I learned a lot of things from this project. First and foremost was the importance of using sparse matrices and setting their values efficiently and correctly. I was also reminded (many times) about the sensitivity of least squares solvers to outliers when making small mistakes in how I set up the constraints, and that overflow issues can often go undected and cause weird errors much lower down the line.
I used the approach described above to exactly reconstruct the Toy Story image given gradients and the top left pixel value.
I used the standard Poisson blending approach above to blend the penguin image into the snow image to get the following blended image.
I again used the standard Poisson blending approach above to blend a penguin chick into a differnt snow image to get the following blended image.

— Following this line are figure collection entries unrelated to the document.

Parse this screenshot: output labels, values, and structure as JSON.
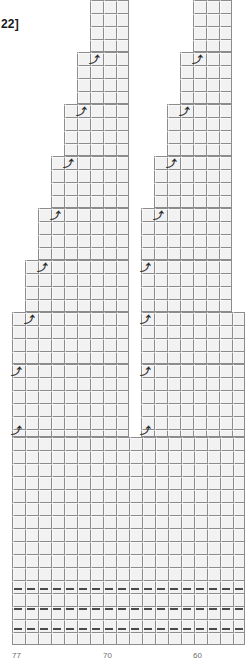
{
  "chart_data": {
    "type": "heatmap",
    "title": "",
    "subtitle": "",
    "xlabel": "",
    "ylabel": "",
    "grid": true,
    "legend_position": "none",
    "cell_size_px": 13,
    "x_axis": {
      "ticks": [
        {
          "label": "77",
          "x": 12
        },
        {
          "label": "70",
          "x": 103
        },
        {
          "label": "60",
          "x": 193
        }
      ],
      "range_labels": [
        "77",
        "70",
        "60"
      ]
    },
    "top_label": "22]",
    "symbol": "⤴",
    "symbol_name": "left-leaning-decrease",
    "note": "",
    "blocks": [
      {
        "id": "L-step-1",
        "x": 90,
        "y": 0,
        "w": 39,
        "h": 52
      },
      {
        "id": "L-step-2",
        "x": 77,
        "y": 52,
        "w": 52,
        "h": 52
      },
      {
        "id": "L-step-3",
        "x": 64,
        "y": 104,
        "w": 65,
        "h": 52
      },
      {
        "id": "L-step-4",
        "x": 51,
        "y": 156,
        "w": 78,
        "h": 52
      },
      {
        "id": "L-step-5",
        "x": 38,
        "y": 208,
        "w": 91,
        "h": 52
      },
      {
        "id": "L-step-6",
        "x": 25,
        "y": 260,
        "w": 104,
        "h": 52
      },
      {
        "id": "L-step-7",
        "x": 12,
        "y": 312,
        "w": 117,
        "h": 52
      },
      {
        "id": "L-step-8",
        "x": 12,
        "y": 364,
        "w": 117,
        "h": 73
      },
      {
        "id": "R-step-1",
        "x": 193,
        "y": 0,
        "w": 39,
        "h": 52
      },
      {
        "id": "R-step-2",
        "x": 180,
        "y": 52,
        "w": 52,
        "h": 52
      },
      {
        "id": "R-step-3",
        "x": 167,
        "y": 104,
        "w": 65,
        "h": 52
      },
      {
        "id": "R-step-4",
        "x": 154,
        "y": 156,
        "w": 78,
        "h": 52
      },
      {
        "id": "R-step-5",
        "x": 141,
        "y": 208,
        "w": 91,
        "h": 52
      },
      {
        "id": "R-step-6",
        "x": 141,
        "y": 260,
        "w": 91,
        "h": 52
      },
      {
        "id": "R-step-7",
        "x": 141,
        "y": 312,
        "w": 104,
        "h": 52
      },
      {
        "id": "R-step-8",
        "x": 141,
        "y": 364,
        "w": 104,
        "h": 73
      },
      {
        "id": "base-full",
        "x": 12,
        "y": 437,
        "w": 233,
        "h": 208
      }
    ],
    "symbols": [
      {
        "id": "sym-L1",
        "x": 88,
        "y": 53
      },
      {
        "id": "sym-L2",
        "x": 75,
        "y": 105
      },
      {
        "id": "sym-L3",
        "x": 62,
        "y": 157
      },
      {
        "id": "sym-L4",
        "x": 49,
        "y": 209
      },
      {
        "id": "sym-L5",
        "x": 36,
        "y": 261
      },
      {
        "id": "sym-L6",
        "x": 23,
        "y": 313
      },
      {
        "id": "sym-L7",
        "x": 10,
        "y": 365
      },
      {
        "id": "sym-L8",
        "x": 10,
        "y": 424
      },
      {
        "id": "sym-R1",
        "x": 191,
        "y": 53
      },
      {
        "id": "sym-R2",
        "x": 178,
        "y": 105
      },
      {
        "id": "sym-R3",
        "x": 165,
        "y": 157
      },
      {
        "id": "sym-R4",
        "x": 152,
        "y": 209
      },
      {
        "id": "sym-R5",
        "x": 139,
        "y": 261
      },
      {
        "id": "sym-R6",
        "x": 139,
        "y": 313
      },
      {
        "id": "sym-R7",
        "x": 139,
        "y": 365
      },
      {
        "id": "sym-R8",
        "x": 139,
        "y": 424
      }
    ],
    "dash_rows": [
      {
        "id": "dash-row-1",
        "y": 583,
        "start_x": 14,
        "count": 18,
        "step": 13
      },
      {
        "id": "dash-row-2",
        "y": 603,
        "start_x": 14,
        "count": 18,
        "step": 13
      },
      {
        "id": "dash-row-3",
        "y": 623,
        "start_x": 14,
        "count": 18,
        "step": 13
      }
    ],
    "colors": {
      "cell_fill": "#f2f2f2",
      "grid_line": "#8c8c8c",
      "symbol": "#2b2b2b",
      "dash": "#4a4a4a",
      "axis_label": "#6e6e6e",
      "top_label": "#1a1a1a",
      "background": "#ffffff"
    }
  }
}
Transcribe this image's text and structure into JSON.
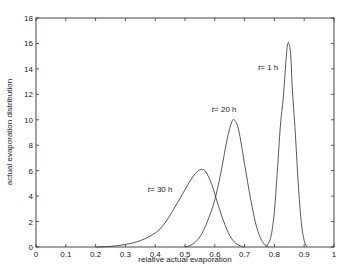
{
  "chart_data": {
    "type": "line",
    "title": "",
    "xlabel": "relative actual evaporation",
    "ylabel": "actual evaporation distribution",
    "xlim": [
      0,
      1
    ],
    "ylim": [
      0,
      18
    ],
    "grid": false,
    "legend": null,
    "x_ticks": [
      0,
      0.1,
      0.2,
      0.3,
      0.4,
      0.5,
      0.6,
      0.7,
      0.8,
      0.9,
      1
    ],
    "x_tick_labels": [
      "0",
      "0.1",
      "0.2",
      "0.3",
      "0.4",
      "0.5",
      "0.6",
      "0.7",
      "0.8",
      "0.9",
      "1"
    ],
    "y_ticks": [
      0,
      2,
      4,
      6,
      8,
      10,
      12,
      14,
      16,
      18
    ],
    "y_tick_labels": [
      "0",
      "2",
      "4",
      "6",
      "8",
      "10",
      "12",
      "14",
      "16",
      "18"
    ],
    "series": [
      {
        "name": "t = 1 h",
        "annotation": {
          "italic": "t",
          "rest": "= 1 h",
          "x": 0.745,
          "y": 13.9
        },
        "x": [
          0.77,
          0.78,
          0.79,
          0.8,
          0.81,
          0.82,
          0.83,
          0.84,
          0.845,
          0.85,
          0.855,
          0.86,
          0.87,
          0.88,
          0.89,
          0.9,
          0.91
        ],
        "y": [
          0.0,
          0.3,
          1.0,
          2.8,
          6.0,
          9.5,
          11.8,
          15.0,
          16.0,
          15.9,
          15.0,
          12.5,
          9.0,
          5.0,
          2.0,
          0.5,
          0.0
        ]
      },
      {
        "name": "t = 20 h",
        "annotation": {
          "italic": "t",
          "rest": "= 20 h",
          "x": 0.59,
          "y": 10.6
        },
        "x": [
          0.5,
          0.52,
          0.54,
          0.56,
          0.58,
          0.6,
          0.62,
          0.64,
          0.655,
          0.665,
          0.68,
          0.7,
          0.72,
          0.74,
          0.76,
          0.78
        ],
        "y": [
          0.0,
          0.15,
          0.5,
          1.2,
          2.3,
          3.7,
          5.8,
          8.3,
          9.7,
          10.0,
          9.2,
          6.5,
          3.8,
          1.6,
          0.4,
          0.0
        ]
      },
      {
        "name": "t = 30 h",
        "annotation": {
          "italic": "t",
          "rest": "= 30 h",
          "x": 0.375,
          "y": 4.3
        },
        "x": [
          0.2,
          0.25,
          0.3,
          0.35,
          0.4,
          0.43,
          0.46,
          0.49,
          0.52,
          0.54,
          0.555,
          0.57,
          0.59,
          0.61,
          0.63,
          0.65,
          0.67,
          0.69,
          0.7
        ],
        "y": [
          0.0,
          0.05,
          0.2,
          0.5,
          1.1,
          1.8,
          2.9,
          4.1,
          5.3,
          5.9,
          6.1,
          5.9,
          4.9,
          3.4,
          2.0,
          0.9,
          0.3,
          0.05,
          0.0
        ]
      }
    ]
  }
}
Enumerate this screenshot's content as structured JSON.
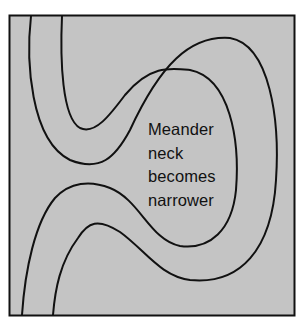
{
  "diagram": {
    "background_color": "#c4c4c4",
    "line_color": "#111111",
    "label_lines": [
      "Meander",
      "neck",
      "becomes",
      "narrower"
    ]
  }
}
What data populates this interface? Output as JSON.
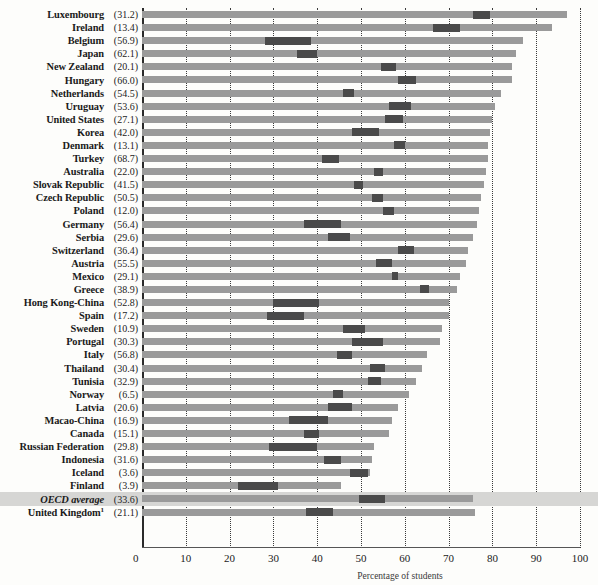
{
  "chart_data": {
    "type": "bar",
    "title": "",
    "xlabel": "Percentage of students",
    "ylabel": "",
    "xlim": [
      0,
      100
    ],
    "grid": true,
    "legend_position": "none",
    "xticks": [
      0,
      10,
      20,
      30,
      40,
      50,
      60,
      70,
      80,
      90,
      100
    ],
    "categories": [
      "Luxembourg",
      "Ireland",
      "Belgium",
      "Japan",
      "New Zealand",
      "Hungary",
      "Netherlands",
      "Uruguay",
      "United States",
      "Korea",
      "Denmark",
      "Turkey",
      "Australia",
      "Slovak Republic",
      "Czech Republic",
      "Poland",
      "Germany",
      "Serbia",
      "Switzerland",
      "Austria",
      "Mexico",
      "Greece",
      "Hong Kong-China",
      "Spain",
      "Sweden",
      "Portugal",
      "Italy",
      "Thailand",
      "Tunisia",
      "Norway",
      "Latvia",
      "Macao-China",
      "Canada",
      "Russian Federation",
      "Indonesia",
      "Iceland",
      "Finland",
      "OECD average",
      "United Kingdom"
    ],
    "value_label_note": "Value in parentheses after each country name",
    "series": [
      {
        "name": "Bar total length (percentage of students)",
        "values": [
          97.0,
          93.5,
          87.0,
          85.5,
          84.5,
          84.5,
          82.0,
          80.5,
          80.0,
          79.5,
          79.0,
          79.0,
          78.5,
          78.0,
          77.5,
          77.0,
          76.5,
          75.5,
          74.5,
          74.0,
          72.5,
          72.0,
          70.0,
          70.0,
          68.5,
          68.0,
          65.0,
          64.0,
          62.5,
          61.0,
          58.5,
          57.0,
          56.5,
          53.0,
          52.5,
          52.0,
          45.5,
          75.5,
          76.0
        ]
      },
      {
        "name": "Dark segment start",
        "values": [
          75.5,
          66.5,
          28.0,
          35.5,
          54.5,
          58.5,
          46.0,
          56.5,
          55.5,
          48.0,
          57.5,
          41.0,
          53.0,
          48.5,
          52.5,
          55.0,
          37.0,
          42.5,
          58.5,
          53.5,
          57.0,
          63.5,
          30.0,
          28.5,
          46.0,
          48.0,
          44.5,
          52.0,
          51.5,
          43.5,
          42.5,
          33.5,
          37.0,
          29.0,
          41.5,
          47.5,
          22.0,
          49.5,
          37.5
        ]
      },
      {
        "name": "Dark segment end",
        "values": [
          79.5,
          72.5,
          38.5,
          40.0,
          58.0,
          62.5,
          48.5,
          61.5,
          59.5,
          54.0,
          60.0,
          45.0,
          55.0,
          50.5,
          55.0,
          57.5,
          45.5,
          47.5,
          62.0,
          57.0,
          58.5,
          65.5,
          40.5,
          37.0,
          51.0,
          55.0,
          48.0,
          55.5,
          54.5,
          46.0,
          48.0,
          42.5,
          40.5,
          40.0,
          45.5,
          51.5,
          31.0,
          55.5,
          43.5
        ]
      }
    ],
    "point_labels": [
      "(31.2)",
      "(13.4)",
      "(56.9)",
      "(62.1)",
      "(20.1)",
      "(66.0)",
      "(54.5)",
      "(53.6)",
      "(27.1)",
      "(42.0)",
      "(13.1)",
      "(68.7)",
      "(22.0)",
      "(41.5)",
      "(50.5)",
      "(12.0)",
      "(56.4)",
      "(29.6)",
      "(36.4)",
      "(55.5)",
      "(29.1)",
      "(38.9)",
      "(52.8)",
      "(17.2)",
      "(10.9)",
      "(30.3)",
      "(56.8)",
      "(30.4)",
      "(32.9)",
      "(6.5)",
      "(20.6)",
      "(16.9)",
      "(15.1)",
      "(29.8)",
      "(31.6)",
      "(3.6)",
      "(3.9)",
      "(33.6)",
      "(21.1)"
    ]
  },
  "colors": {
    "bar": "#9a9a9a",
    "bar_dark": "#4a4a4a",
    "highlight_band": "#d6d6d4",
    "grid": "#3a3a3a",
    "axis": "#2a2a2a",
    "text": "#1a1a1a"
  },
  "rows": [
    {
      "name": "Luxembourg",
      "value": "(31.2)",
      "total": 97.0,
      "d0": 75.5,
      "d1": 79.5,
      "italic": false,
      "highlight": false,
      "superscript": ""
    },
    {
      "name": "Ireland",
      "value": "(13.4)",
      "total": 93.5,
      "d0": 66.5,
      "d1": 72.5,
      "italic": false,
      "highlight": false,
      "superscript": ""
    },
    {
      "name": "Belgium",
      "value": "(56.9)",
      "total": 87.0,
      "d0": 28.0,
      "d1": 38.5,
      "italic": false,
      "highlight": false,
      "superscript": ""
    },
    {
      "name": "Japan",
      "value": "(62.1)",
      "total": 85.5,
      "d0": 35.5,
      "d1": 40.0,
      "italic": false,
      "highlight": false,
      "superscript": ""
    },
    {
      "name": "New Zealand",
      "value": "(20.1)",
      "total": 84.5,
      "d0": 54.5,
      "d1": 58.0,
      "italic": false,
      "highlight": false,
      "superscript": ""
    },
    {
      "name": "Hungary",
      "value": "(66.0)",
      "total": 84.5,
      "d0": 58.5,
      "d1": 62.5,
      "italic": false,
      "highlight": false,
      "superscript": ""
    },
    {
      "name": "Netherlands",
      "value": "(54.5)",
      "total": 82.0,
      "d0": 46.0,
      "d1": 48.5,
      "italic": false,
      "highlight": false,
      "superscript": ""
    },
    {
      "name": "Uruguay",
      "value": "(53.6)",
      "total": 80.5,
      "d0": 56.5,
      "d1": 61.5,
      "italic": false,
      "highlight": false,
      "superscript": ""
    },
    {
      "name": "United States",
      "value": "(27.1)",
      "total": 80.0,
      "d0": 55.5,
      "d1": 59.5,
      "italic": false,
      "highlight": false,
      "superscript": ""
    },
    {
      "name": "Korea",
      "value": "(42.0)",
      "total": 79.5,
      "d0": 48.0,
      "d1": 54.0,
      "italic": false,
      "highlight": false,
      "superscript": ""
    },
    {
      "name": "Denmark",
      "value": "(13.1)",
      "total": 79.0,
      "d0": 57.5,
      "d1": 60.0,
      "italic": false,
      "highlight": false,
      "superscript": ""
    },
    {
      "name": "Turkey",
      "value": "(68.7)",
      "total": 79.0,
      "d0": 41.0,
      "d1": 45.0,
      "italic": false,
      "highlight": false,
      "superscript": ""
    },
    {
      "name": "Australia",
      "value": "(22.0)",
      "total": 78.5,
      "d0": 53.0,
      "d1": 55.0,
      "italic": false,
      "highlight": false,
      "superscript": ""
    },
    {
      "name": "Slovak Republic",
      "value": "(41.5)",
      "total": 78.0,
      "d0": 48.5,
      "d1": 50.5,
      "italic": false,
      "highlight": false,
      "superscript": ""
    },
    {
      "name": "Czech Republic",
      "value": "(50.5)",
      "total": 77.5,
      "d0": 52.5,
      "d1": 55.0,
      "italic": false,
      "highlight": false,
      "superscript": ""
    },
    {
      "name": "Poland",
      "value": "(12.0)",
      "total": 77.0,
      "d0": 55.0,
      "d1": 57.5,
      "italic": false,
      "highlight": false,
      "superscript": ""
    },
    {
      "name": "Germany",
      "value": "(56.4)",
      "total": 76.5,
      "d0": 37.0,
      "d1": 45.5,
      "italic": false,
      "highlight": false,
      "superscript": ""
    },
    {
      "name": "Serbia",
      "value": "(29.6)",
      "total": 75.5,
      "d0": 42.5,
      "d1": 47.5,
      "italic": false,
      "highlight": false,
      "superscript": ""
    },
    {
      "name": "Switzerland",
      "value": "(36.4)",
      "total": 74.5,
      "d0": 58.5,
      "d1": 62.0,
      "italic": false,
      "highlight": false,
      "superscript": ""
    },
    {
      "name": "Austria",
      "value": "(55.5)",
      "total": 74.0,
      "d0": 53.5,
      "d1": 57.0,
      "italic": false,
      "highlight": false,
      "superscript": ""
    },
    {
      "name": "Mexico",
      "value": "(29.1)",
      "total": 72.5,
      "d0": 57.0,
      "d1": 58.5,
      "italic": false,
      "highlight": false,
      "superscript": ""
    },
    {
      "name": "Greece",
      "value": "(38.9)",
      "total": 72.0,
      "d0": 63.5,
      "d1": 65.5,
      "italic": false,
      "highlight": false,
      "superscript": ""
    },
    {
      "name": "Hong Kong-China",
      "value": "(52.8)",
      "total": 70.0,
      "d0": 30.0,
      "d1": 40.5,
      "italic": false,
      "highlight": false,
      "superscript": ""
    },
    {
      "name": "Spain",
      "value": "(17.2)",
      "total": 70.0,
      "d0": 28.5,
      "d1": 37.0,
      "italic": false,
      "highlight": false,
      "superscript": ""
    },
    {
      "name": "Sweden",
      "value": "(10.9)",
      "total": 68.5,
      "d0": 46.0,
      "d1": 51.0,
      "italic": false,
      "highlight": false,
      "superscript": ""
    },
    {
      "name": "Portugal",
      "value": "(30.3)",
      "total": 68.0,
      "d0": 48.0,
      "d1": 55.0,
      "italic": false,
      "highlight": false,
      "superscript": ""
    },
    {
      "name": "Italy",
      "value": "(56.8)",
      "total": 65.0,
      "d0": 44.5,
      "d1": 48.0,
      "italic": false,
      "highlight": false,
      "superscript": ""
    },
    {
      "name": "Thailand",
      "value": "(30.4)",
      "total": 64.0,
      "d0": 52.0,
      "d1": 55.5,
      "italic": false,
      "highlight": false,
      "superscript": ""
    },
    {
      "name": "Tunisia",
      "value": "(32.9)",
      "total": 62.5,
      "d0": 51.5,
      "d1": 54.5,
      "italic": false,
      "highlight": false,
      "superscript": ""
    },
    {
      "name": "Norway",
      "value": "(6.5)",
      "total": 61.0,
      "d0": 43.5,
      "d1": 46.0,
      "italic": false,
      "highlight": false,
      "superscript": ""
    },
    {
      "name": "Latvia",
      "value": "(20.6)",
      "total": 58.5,
      "d0": 42.5,
      "d1": 48.0,
      "italic": false,
      "highlight": false,
      "superscript": ""
    },
    {
      "name": "Macao-China",
      "value": "(16.9)",
      "total": 57.0,
      "d0": 33.5,
      "d1": 42.5,
      "italic": false,
      "highlight": false,
      "superscript": ""
    },
    {
      "name": "Canada",
      "value": "(15.1)",
      "total": 56.5,
      "d0": 37.0,
      "d1": 40.5,
      "italic": false,
      "highlight": false,
      "superscript": ""
    },
    {
      "name": "Russian Federation",
      "value": "(29.8)",
      "total": 53.0,
      "d0": 29.0,
      "d1": 40.0,
      "italic": false,
      "highlight": false,
      "superscript": ""
    },
    {
      "name": "Indonesia",
      "value": "(31.6)",
      "total": 52.5,
      "d0": 41.5,
      "d1": 45.5,
      "italic": false,
      "highlight": false,
      "superscript": ""
    },
    {
      "name": "Iceland",
      "value": "(3.6)",
      "total": 52.0,
      "d0": 47.5,
      "d1": 51.5,
      "italic": false,
      "highlight": false,
      "superscript": ""
    },
    {
      "name": "Finland",
      "value": "(3.9)",
      "total": 45.5,
      "d0": 22.0,
      "d1": 31.0,
      "italic": false,
      "highlight": false,
      "superscript": ""
    },
    {
      "name": "OECD average",
      "value": "(33.6)",
      "total": 75.5,
      "d0": 49.5,
      "d1": 55.5,
      "italic": true,
      "highlight": true,
      "superscript": ""
    },
    {
      "name": "United Kingdom",
      "value": "(21.1)",
      "total": 76.0,
      "d0": 37.5,
      "d1": 43.5,
      "italic": false,
      "highlight": false,
      "superscript": "1"
    }
  ],
  "axis": {
    "zero_label": "0",
    "ticks": [
      "10",
      "20",
      "30",
      "40",
      "50",
      "60",
      "70",
      "80",
      "90",
      "100"
    ],
    "title": "Percentage of students"
  }
}
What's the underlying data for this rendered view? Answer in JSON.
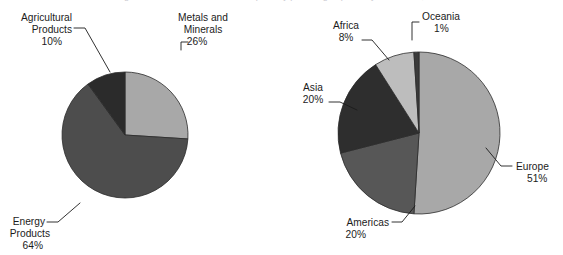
{
  "figure": {
    "background_color": "#ffffff",
    "text_color": "#1b1b1b",
    "clipped_title": "Figure 3  Canada's merchandise exports by product group and by destination, 2014"
  },
  "chart_data": [
    {
      "type": "pie",
      "title": "",
      "id": "exports-by-product-group",
      "center": [
        125,
        135
      ],
      "radius": 63,
      "start_angle_deg": 90,
      "direction": "clockwise",
      "labels": [
        "Metals and Minerals",
        "Energy Products",
        "Agricultural Products"
      ],
      "values": [
        26,
        64,
        10
      ],
      "unit": "%",
      "legend": "none",
      "grid": false,
      "colors": [
        "#a8a8a8",
        "#4d4d4d",
        "#2b2b2b"
      ],
      "slices": [
        {
          "name": "Metals and Minerals",
          "label_line1": "Metals and",
          "label_line2": "Minerals",
          "value": 26,
          "value_label": "26%",
          "color": "#a8a8a8"
        },
        {
          "name": "Energy Products",
          "label_line1": "Energy",
          "label_line2": "Products",
          "value": 64,
          "value_label": "64%",
          "color": "#4d4d4d"
        },
        {
          "name": "Agricultural Products",
          "label_line1": "Agricultural",
          "label_line2": "Products",
          "value": 10,
          "value_label": "10%",
          "color": "#2b2b2b"
        }
      ]
    },
    {
      "type": "pie",
      "title": "",
      "id": "exports-by-destination",
      "center": [
        419,
        133
      ],
      "radius": 81,
      "start_angle_deg": 90,
      "direction": "clockwise",
      "labels": [
        "Europe",
        "Americas",
        "Asia",
        "Africa",
        "Oceania"
      ],
      "values": [
        51,
        20,
        20,
        8,
        1
      ],
      "unit": "%",
      "legend": "none",
      "grid": false,
      "colors": [
        "#a8a8a8",
        "#575757",
        "#2e2e2e",
        "#bdbdbd",
        "#3a3a3a"
      ],
      "slices": [
        {
          "name": "Europe",
          "label_line1": "Europe",
          "label_line2": "",
          "value": 51,
          "value_label": "51%",
          "color": "#a8a8a8"
        },
        {
          "name": "Americas",
          "label_line1": "Americas",
          "label_line2": "",
          "value": 20,
          "value_label": "20%",
          "color": "#575757"
        },
        {
          "name": "Asia",
          "label_line1": "Asia",
          "label_line2": "",
          "value": 20,
          "value_label": "20%",
          "color": "#2e2e2e"
        },
        {
          "name": "Africa",
          "label_line1": "Africa",
          "label_line2": "",
          "value": 8,
          "value_label": "8%",
          "color": "#bdbdbd"
        },
        {
          "name": "Oceania",
          "label_line1": "Oceania",
          "label_line2": "",
          "value": 1,
          "value_label": "1%",
          "color": "#3a3a3a"
        }
      ]
    }
  ]
}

I once again used the standard Poisson blending approach above to blend the image of Jesus' face and the Mona Lisa. Although these two images are not ideal candidates for blending (since the orientation of the two faces is different), I chose to do this to see if the blending would work. All in all, it worked ok, although the beard and the left edge of Mona Jesus' face are a little weird.
I once again used the standard Poisson blending approach above to blend the image of the lifesaver into a pool.
I once again used the standard Poisson blending approach above to blend the image of the shark into a pool.
As described above, I used a couple approaches to try and blend these images (though none were as ideal as I would have liked). In order are the original images, the standard Poisson blended image, the image blended with the standard mixed gradients Poisson blending technique, and the image blended with the thesholding approach described above (param=40).
All images taken from the examples provided with the project or from Google Images. I manually resized some of the source images so they would fit in the target images.
Thanks to the course staff for a great semester and a fun course, and for adapting to everything that happened this semester!